April 7, 2026
Whiskers of valor
Cambodia unveils a statue of famous landmine-sniffing rat Magawa
Cambodia crowns hero rat Magawa with a statue; the internet gets emotional
TLDR: Cambodia unveiled a statue honoring Magawa, the hero rat who sniffed out landmines and saved lives. The community responded with tributes, a commanded “minute of silence,” and travel plans to the APOPO visitor center—turning a cute story into a serious reminder that mine-clearing matters.
A stone statue in Siem Reap just turned the internet into a whiskered wake. Cambodia unveiled a tribute to Magawa, the landmine-sniffing rat who found over 100 explosives and helped clear the equivalent of 20 football fields. The comments became a memorial wall: “RIP Magawa” set the tone, while one user dramatically declared a minute’s silence and commanded “HN sheep” to join—prompting raised eyebrows and giggles in equal measure. Others pushed a kinder message, saying Magawa proves every creature’s life can be meaningful.
Fans swapped feel-good facts: trained by Belgian charity APOPO (they call them HeroRATS, as in heroic rats), Magawa earned a gold medal—basically the animal George Cross—and enjoyed a well-earned retirement of mentoring junior rats and snacking on bananas and peanuts before passing in 2022. Practical types dropped travel tips: “Go to the APOPO visitor center in Siem Reap and see a demo.”
The only “drama” was playful: the “HN sheep” command sparked joking resistance from readers who don’t love being herded, but most stayed in tribute mode. With landmines still a danger in Cambodia, the statue felt less quirky, more urgent—part memorial, part reminder. And yes, someone said they’d be booking flights to meet Magawa’s record-breaking successor, Ronin.
Key Points
- •Cambodia unveiled a locally carved stone statue in Siem Reap honoring Magawa, a landmine-detecting rat.
- •Magawa detected over 100 landmines and explosives from 2016, clearing more than 141,000 sq m of land.
- •He received the PDSA Gold Medal in 2020 and died in 2022 after retirement.
- •APOPO has trained rats since the 1990s; their small size prevents triggering mines and they can detect TB and assist anti-trafficking efforts.
- •UN estimates over a million people in Cambodia still live/work on mine-contaminated land; Cambodia aims to be mine-free by 2030.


Exercise brief. Reproduce each record below exactly as written.
*** Data under study Section Begins ***
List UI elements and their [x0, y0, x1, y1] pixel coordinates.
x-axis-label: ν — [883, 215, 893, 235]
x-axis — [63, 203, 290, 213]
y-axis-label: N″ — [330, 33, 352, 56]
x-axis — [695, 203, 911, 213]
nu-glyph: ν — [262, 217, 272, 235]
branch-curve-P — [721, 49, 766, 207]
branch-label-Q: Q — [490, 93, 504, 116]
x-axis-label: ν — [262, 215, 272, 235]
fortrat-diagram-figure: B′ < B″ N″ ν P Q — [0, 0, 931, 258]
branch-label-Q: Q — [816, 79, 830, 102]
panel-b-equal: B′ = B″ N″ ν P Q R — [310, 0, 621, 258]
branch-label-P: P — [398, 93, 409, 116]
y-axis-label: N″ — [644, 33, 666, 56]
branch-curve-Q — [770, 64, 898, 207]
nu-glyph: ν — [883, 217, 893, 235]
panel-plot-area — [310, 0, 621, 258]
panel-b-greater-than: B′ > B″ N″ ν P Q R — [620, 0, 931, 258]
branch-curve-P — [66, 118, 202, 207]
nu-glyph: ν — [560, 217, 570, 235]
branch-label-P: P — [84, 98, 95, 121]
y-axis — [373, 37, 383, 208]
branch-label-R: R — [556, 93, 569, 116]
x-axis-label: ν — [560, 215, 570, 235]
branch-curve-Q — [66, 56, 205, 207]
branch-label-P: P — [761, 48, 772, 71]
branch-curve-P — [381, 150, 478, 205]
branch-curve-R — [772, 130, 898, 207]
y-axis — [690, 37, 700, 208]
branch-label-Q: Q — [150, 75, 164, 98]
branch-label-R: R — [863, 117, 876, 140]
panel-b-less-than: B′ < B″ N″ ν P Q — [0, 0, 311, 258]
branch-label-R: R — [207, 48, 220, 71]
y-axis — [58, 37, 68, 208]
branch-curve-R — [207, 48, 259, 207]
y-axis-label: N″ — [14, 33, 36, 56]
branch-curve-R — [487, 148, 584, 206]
*** Data under study Section Ends ***
Written solution.
List UI elements and their [x0, y0, x1, y1] pixel coordinates.
x-axis-label: ν — [883, 215, 893, 235]
x-axis — [63, 203, 290, 213]
y-axis-label: N″ — [330, 33, 352, 56]
x-axis — [695, 203, 911, 213]
nu-glyph: ν — [262, 217, 272, 235]
branch-curve-P — [721, 49, 766, 207]
branch-label-Q: Q — [490, 93, 504, 116]
x-axis-label: ν — [262, 215, 272, 235]
fortrat-diagram-figure: B′ < B″ N″ ν P Q — [0, 0, 931, 258]
branch-label-Q: Q — [816, 79, 830, 102]
panel-b-equal: B′ = B″ N″ ν P Q R — [310, 0, 621, 258]
branch-label-P: P — [398, 93, 409, 116]
y-axis-label: N″ — [644, 33, 666, 56]
branch-curve-Q — [770, 64, 898, 207]
nu-glyph: ν — [883, 217, 893, 235]
panel-plot-area — [310, 0, 621, 258]
panel-b-greater-than: B′ > B″ N″ ν P Q R — [620, 0, 931, 258]
branch-curve-P — [66, 118, 202, 207]
nu-glyph: ν — [560, 217, 570, 235]
branch-label-P: P — [84, 98, 95, 121]
y-axis — [373, 37, 383, 208]
branch-label-R: R — [556, 93, 569, 116]
x-axis-label: ν — [560, 215, 570, 235]
branch-curve-Q — [66, 56, 205, 207]
branch-label-P: P — [761, 48, 772, 71]
branch-curve-P — [381, 150, 478, 205]
branch-curve-R — [772, 130, 898, 207]
y-axis — [690, 37, 700, 208]
branch-label-Q: Q — [150, 75, 164, 98]
branch-label-R: R — [863, 117, 876, 140]
panel-b-less-than: B′ < B″ N″ ν P Q — [0, 0, 311, 258]
branch-label-R: R — [207, 48, 220, 71]
y-axis — [58, 37, 68, 208]
branch-curve-R — [207, 48, 259, 207]
y-axis-label: N″ — [14, 33, 36, 56]
branch-curve-R — [487, 148, 584, 206]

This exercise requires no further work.